Etherlinx, plans to offer high-speed wireless access to the Internet at inexpensive prices. (NYT)
June 10, 2002 7:52 AM   Subscribe

Etherlinx, plans to offer high-speed wireless access to the Internet at inexpensive prices. (NYT) Without venture capital backing, in a garage just six blocks from the garage where Steven P. Jobs and Stephen Wozniak launched Apple Computer 26 years ago, Mr. Holt is making his clever and inexpensive radio repeater by modifying inexpensive Wi-Fi cards, the circuitry that sends and receives the signals. Their ambitious target: the cable and phone companies that currently hold a near-monopoly on high-speed access for the "last mile" between the Internet and the home.
posted by semmi (2 comments total)
 
First response: mesh would be good for reliability, using existing hardware modified with new software is a neat concept.

Second response: we've been delivering wireless for almost 4 years off of grain elevators in rural Illinois, nothing about it is cheap or easy, and bandwidth itself is still not an incidental expense(see recent noises about monthly bandwidth usage caps on cable or DSL).

Also, how many $200K garage operations end up with meetings with Intel CEO Craig Barrett and NYT articles? Seems someone might have a little charisma and their own reality distortion field working it's mojo. That's OK, as long as they have some engineering to go with it.
posted by dglynn at 8:27 AM on June 10, 2002


Every wireless method so far has fallen victim to trees, hills and tall buildings.
You can get around buildings OK, hils are a bit more problematic.
but trees ... trees suck. Big blobs of standing water that absolutley kill 802.11b reception. I almost can't get a wireless connection because of one stinking pine tree (that's not on my land)
I've got friends that live further out that can't get anything but 33.6 because of the crappy old phone lines put in 50 years ago.
If they can get licensed to put repeaters on telephone poles then it will be a good last mile solution.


* **Exercise**
Go through the data below. Pull out every line that has the word "path".

Dataset records on visual material:
BEGIN
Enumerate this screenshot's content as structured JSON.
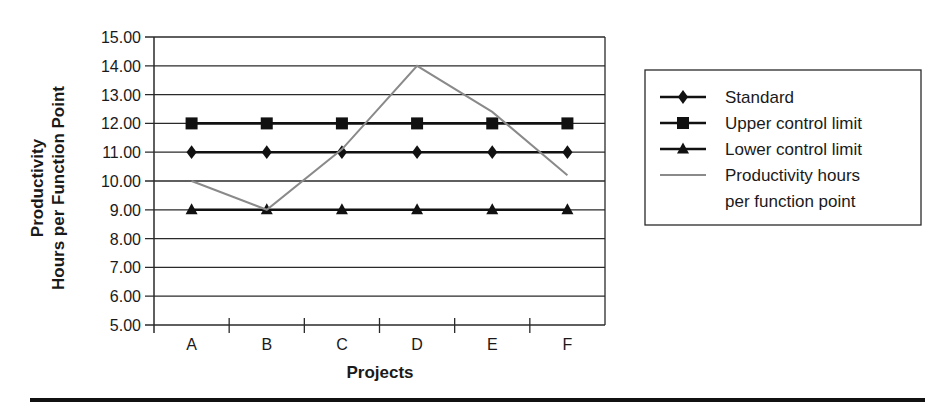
{
  "chart_data": {
    "type": "line",
    "title": "",
    "xlabel": "Projects",
    "ylabel": "Productivity Hours per Function Point",
    "ylabel_lines": [
      "Productivity",
      "Hours per Function Point"
    ],
    "categories": [
      "A",
      "B",
      "C",
      "D",
      "E",
      "F"
    ],
    "ylim": [
      5.0,
      15.0
    ],
    "yticks": [
      "5.00",
      "6.00",
      "7.00",
      "8.00",
      "9.00",
      "10.00",
      "11.00",
      "12.00",
      "13.00",
      "14.00",
      "15.00"
    ],
    "grid": true,
    "legend_position": "right",
    "series": [
      {
        "name": "Standard",
        "marker": "diamond",
        "color": "#111111",
        "values": [
          11,
          11,
          11,
          11,
          11,
          11
        ]
      },
      {
        "name": "Upper control limit",
        "marker": "square",
        "color": "#111111",
        "values": [
          12,
          12,
          12,
          12,
          12,
          12
        ]
      },
      {
        "name": "Lower control limit",
        "marker": "triangle",
        "color": "#111111",
        "values": [
          9,
          9,
          9,
          9,
          9,
          9
        ]
      },
      {
        "name": "Productivity hours per function point",
        "marker": "none",
        "color": "#8a8a8a",
        "values": [
          10.0,
          9.0,
          11.1,
          14.0,
          12.4,
          10.2
        ]
      }
    ]
  },
  "legend": {
    "items": [
      {
        "label_lines": [
          "Standard"
        ]
      },
      {
        "label_lines": [
          "Upper control limit"
        ]
      },
      {
        "label_lines": [
          "Lower control limit"
        ]
      },
      {
        "label_lines": [
          "Productivity hours",
          "per function point"
        ]
      }
    ]
  }
}
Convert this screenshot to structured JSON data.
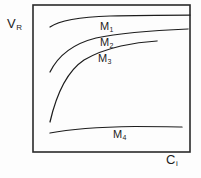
{
  "figure": {
    "background_color": "#fdfdfd",
    "line_color": "#1d1d1d",
    "text_color": "#1d1d1d"
  },
  "axes": {
    "y": {
      "symbol": "V",
      "subscript": "R",
      "full": "V_R",
      "position": "top-left-outside"
    },
    "x": {
      "symbol": "C",
      "subscript": "i",
      "full": "C_i",
      "position": "bottom-right-outside"
    },
    "frame": {
      "left": 33,
      "top": 5,
      "right": 190,
      "bottom": 152
    },
    "ticks": [],
    "gridlines": false
  },
  "curve_labels": [
    {
      "symbol": "M",
      "subscript": "1",
      "full": "M_1"
    },
    {
      "symbol": "M",
      "subscript": "2",
      "full": "M_2"
    },
    {
      "symbol": "M",
      "subscript": "3",
      "full": "M_3"
    },
    {
      "symbol": "M",
      "subscript": "4",
      "full": "M_4"
    }
  ],
  "chart_data": {
    "type": "line",
    "title": "",
    "subtitle": "",
    "xlabel": "C_i",
    "ylabel": "V_R",
    "xlim": [
      0,
      1
    ],
    "ylim": [
      0,
      1
    ],
    "grid": false,
    "axis_ticks": false,
    "legend": "inline-curve-labels",
    "note": "Schematic hand-drawn plot: four monotonically increasing saturating curves, no numeric tick values shown.",
    "series": [
      {
        "name": "M_1",
        "label": "M_1",
        "color": "#1d1d1d",
        "x": [
          0.11,
          0.2,
          0.32,
          0.48,
          0.66,
          0.84,
          1.0
        ],
        "y": [
          0.85,
          0.89,
          0.91,
          0.92,
          0.93,
          0.935,
          0.94
        ],
        "path": "M 50,27 C 60,20 80,17 110,16 C 140,15 170,15 190,15"
      },
      {
        "name": "M_2",
        "label": "M_2",
        "color": "#1d1d1d",
        "x": [
          0.11,
          0.2,
          0.32,
          0.48,
          0.66,
          0.84,
          0.99
        ],
        "y": [
          0.54,
          0.7,
          0.78,
          0.81,
          0.83,
          0.84,
          0.85
        ],
        "path": "M 50,72 C 58,56 72,44 96,38 C 125,32 165,30 188,29"
      },
      {
        "name": "M_3",
        "label": "M_3",
        "color": "#1d1d1d",
        "x": [
          0.11,
          0.16,
          0.24,
          0.38,
          0.55,
          0.7,
          0.79
        ],
        "y": [
          0.2,
          0.42,
          0.6,
          0.7,
          0.73,
          0.745,
          0.75
        ],
        "path": "M 50,122 C 56,96 66,72 84,60 C 106,47 136,42 157,41"
      },
      {
        "name": "M_4",
        "label": "M_4",
        "color": "#1d1d1d",
        "x": [
          0.11,
          0.25,
          0.45,
          0.68,
          0.95
        ],
        "y": [
          0.13,
          0.15,
          0.16,
          0.165,
          0.17
        ],
        "path": "M 50,133 C 70,129 100,127 135,126.5 C 160,126.5 175,126.5 182,127"
      }
    ]
  }
}
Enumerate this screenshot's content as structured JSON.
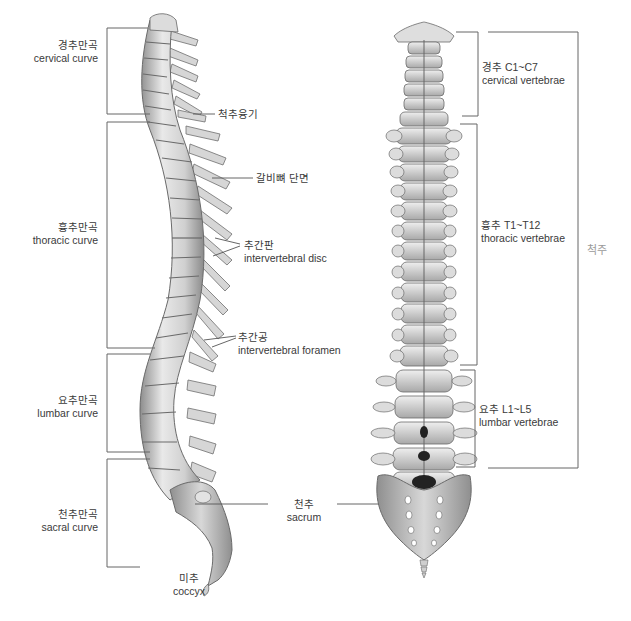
{
  "diagram": {
    "lateral_view": {
      "curves": [
        {
          "ko": "경추만곡",
          "en": "cervical curve"
        },
        {
          "ko": "흉추만곡",
          "en": "thoracic curve"
        },
        {
          "ko": "요추만곡",
          "en": "lumbar curve"
        },
        {
          "ko": "천추만곡",
          "en": "sacral curve"
        }
      ],
      "callouts": [
        {
          "ko": "척추융기",
          "en": ""
        },
        {
          "ko": "갈비뼈 단면",
          "en": ""
        },
        {
          "ko": "추간판",
          "en": "intervertebral disc"
        },
        {
          "ko": "추간공",
          "en": "intervertebral foramen"
        },
        {
          "ko": "미추",
          "en": "coccyx"
        }
      ]
    },
    "shared": {
      "sacrum": {
        "ko": "천추",
        "en": "sacrum"
      }
    },
    "posterior_view": {
      "regions": [
        {
          "ko": "경추 C1~C7",
          "en": "cervical vertebrae"
        },
        {
          "ko": "흉추 T1~T12",
          "en": "thoracic vertebrae"
        },
        {
          "ko": "요추 L1~L5",
          "en": "lumbar vertebrae"
        }
      ],
      "whole_label": "척주"
    },
    "colors": {
      "bone_light": "#e6e6e6",
      "bone_mid": "#bdbdbd",
      "bone_dark": "#7a7a7a",
      "line": "#555555",
      "text": "#3a3a3a",
      "spine_label": "#9a9a9a"
    }
  }
}
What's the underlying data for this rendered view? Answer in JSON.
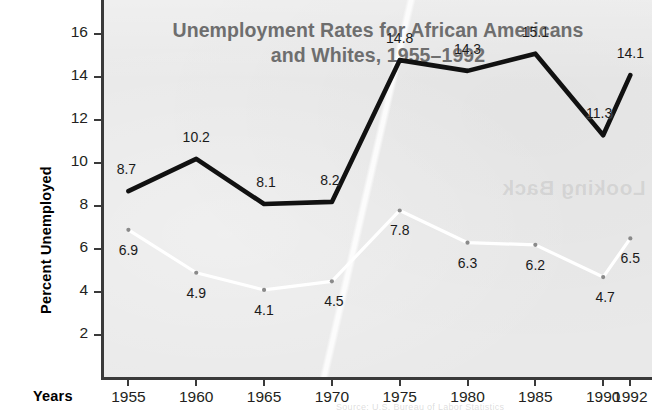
{
  "chart_data": {
    "type": "line",
    "title_lines": [
      "Unemployment Rates for African Americans",
      "and Whites, 1955–1992"
    ],
    "xlabel": "Years",
    "ylabel": "Percent Unemployed",
    "categories": [
      "1955",
      "1960",
      "1965",
      "1970",
      "1975",
      "1980",
      "1985",
      "1990",
      "1992"
    ],
    "x": [
      1955,
      1960,
      1965,
      1970,
      1975,
      1980,
      1985,
      1990,
      1992
    ],
    "xlim": [
      1953.2,
      1993.6
    ],
    "ylim": [
      0,
      17.6
    ],
    "yticks": [
      2,
      4,
      6,
      8,
      10,
      12,
      14,
      16
    ],
    "ytick_labels": [
      "2",
      "4",
      "6",
      "8",
      "10",
      "12",
      "14",
      "16"
    ],
    "grid": false,
    "legend": "none",
    "series": [
      {
        "name": "African Americans",
        "color": "#111111",
        "marker": "none",
        "values": [
          8.7,
          10.2,
          8.1,
          8.2,
          14.8,
          14.3,
          15.1,
          11.3,
          14.1
        ],
        "labels": [
          "8.7",
          "10.2",
          "8.1",
          "8.2",
          "14.8",
          "14.3",
          "15.1",
          "11.3",
          "14.1"
        ],
        "label_offsets": [
          {
            "dx": -2,
            "dy": -22
          },
          {
            "dx": 0,
            "dy": -22
          },
          {
            "dx": 2,
            "dy": -22
          },
          {
            "dx": -2,
            "dy": -22
          },
          {
            "dx": 0,
            "dy": -22
          },
          {
            "dx": 0,
            "dy": -22
          },
          {
            "dx": 0,
            "dy": -22
          },
          {
            "dx": -4,
            "dy": -22
          },
          {
            "dx": 0,
            "dy": -22
          }
        ]
      },
      {
        "name": "Whites",
        "color": "#ffffff",
        "marker": "dot",
        "marker_color": "#8a8a8a",
        "values": [
          6.9,
          4.9,
          4.1,
          4.5,
          7.8,
          6.3,
          6.2,
          4.7,
          6.5
        ],
        "labels": [
          "6.9",
          "4.9",
          "4.1",
          "4.5",
          "7.8",
          "6.3",
          "6.2",
          "4.7",
          "6.5"
        ],
        "label_offsets": [
          {
            "dx": 0,
            "dy": 20
          },
          {
            "dx": 0,
            "dy": 20
          },
          {
            "dx": 0,
            "dy": 20
          },
          {
            "dx": 2,
            "dy": 20
          },
          {
            "dx": 0,
            "dy": 20
          },
          {
            "dx": 0,
            "dy": 20
          },
          {
            "dx": 0,
            "dy": 20
          },
          {
            "dx": 2,
            "dy": 20
          },
          {
            "dx": 0,
            "dy": 20
          }
        ]
      }
    ]
  },
  "artifacts": {
    "ghost_text": "Looking Back",
    "footer_bleed": "Source: U.S. Bureau of Labor Statistics"
  },
  "colors": {
    "panel_background": "#e9e9e9",
    "page_background": "#ffffff",
    "axis": "#3a3a3a",
    "title": "#6e6e6e",
    "series_african_americans": "#111111",
    "series_whites": "#ffffff",
    "marker": "#8a8a8a",
    "text": "#231f20"
  }
}
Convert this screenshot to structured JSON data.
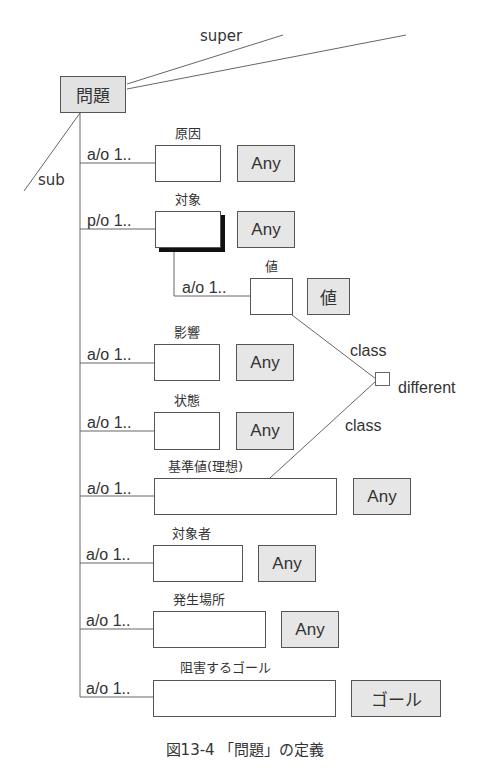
{
  "root": {
    "label": "問題"
  },
  "inheritance": {
    "super_label": "super",
    "sub_label": "sub"
  },
  "slots": [
    {
      "name": "原因",
      "relation": "a/o 1..",
      "type": "Any"
    },
    {
      "name": "対象",
      "relation": "p/o 1..",
      "type": "Any",
      "highlighted": true
    },
    {
      "name": "値",
      "relation": "a/o 1..",
      "type": "値",
      "nested_under": "対象"
    },
    {
      "name": "影響",
      "relation": "a/o 1..",
      "type": "Any"
    },
    {
      "name": "状態",
      "relation": "a/o 1..",
      "type": "Any"
    },
    {
      "name": "基準値(理想)",
      "relation": "a/o 1..",
      "type": "Any"
    },
    {
      "name": "対象者",
      "relation": "a/o 1..",
      "type": "Any"
    },
    {
      "name": "発生場所",
      "relation": "a/o 1..",
      "type": "Any"
    },
    {
      "name": "阻害するゴール",
      "relation": "a/o 1..",
      "type": "ゴール"
    }
  ],
  "constraint": {
    "label": "different",
    "edge_labels": [
      "class",
      "class"
    ]
  },
  "caption": "図13-4 「問題」の定義",
  "colors": {
    "type_fill": "#e6e6e6",
    "line": "#555555",
    "text": "#333333"
  }
}
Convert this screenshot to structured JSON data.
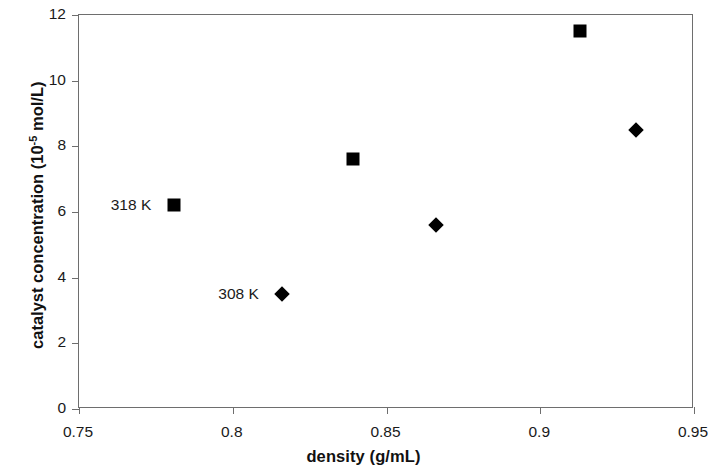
{
  "chart_data": {
    "type": "scatter",
    "title": "",
    "xlabel": "density (g/mL)",
    "ylabel": "catalyst concentration (10 -5 mol/L)",
    "ylabel_main": "catalyst concentration (10",
    "ylabel_exponent": "-5",
    "ylabel_tail": " mol/L)",
    "xlim": [
      0.75,
      0.95
    ],
    "ylim": [
      0,
      12
    ],
    "xticks": [
      0.75,
      0.8,
      0.85,
      0.9,
      0.95
    ],
    "xtick_labels": [
      "0.75",
      "0.8",
      "0.85",
      "0.9",
      "0.95"
    ],
    "yticks": [
      0,
      2,
      4,
      6,
      8,
      10,
      12
    ],
    "ytick_labels": [
      "0",
      "2",
      "4",
      "6",
      "8",
      "10",
      "12"
    ],
    "grid": false,
    "legend_position": "inline-annotations",
    "series": [
      {
        "name": "318 K",
        "marker": "square",
        "color": "#000000",
        "points": [
          {
            "x": 0.781,
            "y": 6.2
          },
          {
            "x": 0.839,
            "y": 7.6
          },
          {
            "x": 0.913,
            "y": 11.5
          }
        ]
      },
      {
        "name": "308 K",
        "marker": "diamond",
        "color": "#000000",
        "points": [
          {
            "x": 0.816,
            "y": 3.5
          },
          {
            "x": 0.866,
            "y": 5.6
          },
          {
            "x": 0.931,
            "y": 8.5
          }
        ]
      }
    ],
    "annotations": [
      {
        "text": "318 K",
        "x": 0.7735,
        "y": 6.2,
        "anchor": "right-of-text"
      },
      {
        "text": "308 K",
        "x": 0.8085,
        "y": 3.5,
        "anchor": "right-of-text"
      }
    ]
  },
  "colors": {
    "marker": "#000000",
    "axis": "#6e6e6e",
    "text": "#1a1a1a",
    "background": "#ffffff"
  }
}
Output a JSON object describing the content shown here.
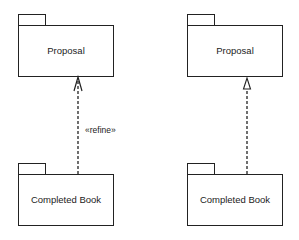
{
  "diagrams": [
    {
      "supplier": {
        "label": "Proposal"
      },
      "client": {
        "label": "Completed Book"
      },
      "relationship": {
        "kind": "refine-dependency",
        "stereotype": "«refine»",
        "arrowhead": "open"
      }
    },
    {
      "supplier": {
        "label": "Proposal"
      },
      "client": {
        "label": "Completed Book"
      },
      "relationship": {
        "kind": "realization",
        "arrowhead": "hollow-triangle"
      }
    }
  ]
}
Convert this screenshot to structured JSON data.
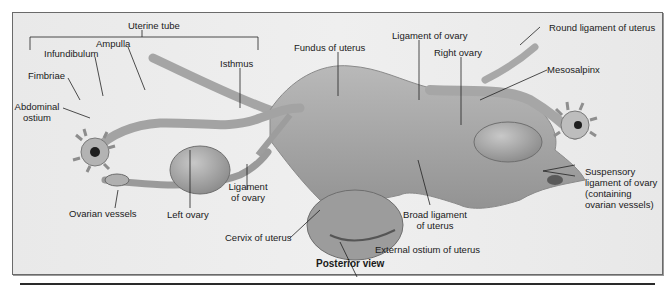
{
  "figure": {
    "view_caption": "Posterior view",
    "labels": {
      "uterine_tube": "Uterine tube",
      "ampulla": "Ampulla",
      "infundibulum": "Infundibulum",
      "fimbriae": "Fimbriae",
      "abdominal_ostium_1": "Abdominal",
      "abdominal_ostium_2": "ostium",
      "isthmus": "Isthmus",
      "fundus_of_uterus": "Fundus of uterus",
      "ligament_of_ovary_top": "Ligament of ovary",
      "right_ovary": "Right ovary",
      "round_ligament_of_uterus": "Round ligament of uterus",
      "mesosalpinx": "Mesosalpinx",
      "suspensory_1": "Suspensory",
      "suspensory_2": "ligament of ovary",
      "suspensory_3": "(containing",
      "suspensory_4": "ovarian vessels)",
      "broad_ligament_1": "Broad ligament",
      "broad_ligament_2": "of uterus",
      "external_ostium": "External ostium of uterus",
      "cervix_of_uterus": "Cervix of uterus",
      "ligament_of_ovary_bottom_1": "Ligament",
      "ligament_of_ovary_bottom_2": "of ovary",
      "left_ovary": "Left ovary",
      "ovarian_vessels": "Ovarian vessels"
    },
    "colors": {
      "background": "#ececec",
      "tissue": "#a9a9a9",
      "tissue_dark": "#7d7d7d",
      "leader_line": "#222222"
    }
  }
}
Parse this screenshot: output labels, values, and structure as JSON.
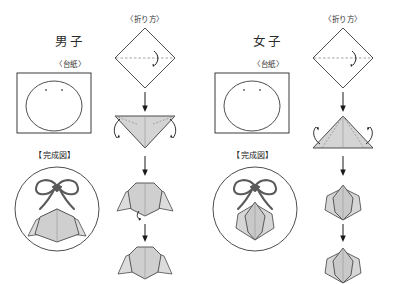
{
  "page": {
    "width": 396,
    "height": 284,
    "background": "#ffffff",
    "title_note": "Origami folding instructions sheet for boy and girl paper dolls"
  },
  "palette": {
    "ink": "#2a2a2a",
    "line": "#3a3a3a",
    "paper_fill": "#d4d4d4",
    "paper_fill_light": "#e2e2e2",
    "paper_fill_dark": "#c2c2c2",
    "fold_dash": "#8a8a8a",
    "arrow": "#1a1a1a",
    "ribbon": "#555555",
    "circle_stroke": "#3a3a3a"
  },
  "columns": [
    {
      "id": "male",
      "gender_label": "男子",
      "base_label": "〈台紙〉",
      "method_label": "〈折り方〉",
      "finished_label": "【完成図】",
      "base_card": {
        "shape": "square-with-face-circle",
        "eyes": 2
      },
      "steps": [
        {
          "index": 1,
          "shape": "diamond",
          "fold": "horizontal-dashed",
          "arrow": "curved-right-down"
        },
        {
          "index": 2,
          "shape": "triangle-down",
          "fold": "two-diagonal-dashed",
          "arrow": "two-curved-outward-down"
        },
        {
          "index": 3,
          "shape": "collar-with-wings",
          "arrow": "small-curl-up"
        },
        {
          "index": 4,
          "shape": "collar-final",
          "arrow": "none"
        }
      ],
      "finished": {
        "ornament": "bow-ribbon",
        "body": "collar-with-wings"
      }
    },
    {
      "id": "female",
      "gender_label": "女子",
      "base_label": "〈台紙〉",
      "method_label": "〈折り方〉",
      "finished_label": "【完成図】",
      "base_card": {
        "shape": "square-with-face-circle",
        "eyes": 2
      },
      "steps": [
        {
          "index": 1,
          "shape": "diamond",
          "fold": "horizontal-dashed",
          "arrow": "curved-right-down"
        },
        {
          "index": 2,
          "shape": "triangle-up",
          "fold": "two-diagonal-dashed",
          "arrow": "two-curved-outward-up"
        },
        {
          "index": 3,
          "shape": "tulip-petals",
          "arrow": "none"
        },
        {
          "index": 4,
          "shape": "tulip-final",
          "arrow": "none"
        }
      ],
      "finished": {
        "ornament": "bow-ribbon",
        "body": "tulip-petals"
      }
    }
  ]
}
END
* **Output**
        "path": "M 50,27 C 60,20 80,17 110,16 C 140,15 170,15 190,15"
        "path": "M 50,72 C 58,56 72,44 96,38 C 125,32 165,30 188,29"
        "path": "M 50,122 C 56,96 66,72 84,60 C 106,47 136,42 157,41"
        "path": "M 50,133 C 70,129 100,127 135,126.5 C 160,126.5 175,126.5 182,127"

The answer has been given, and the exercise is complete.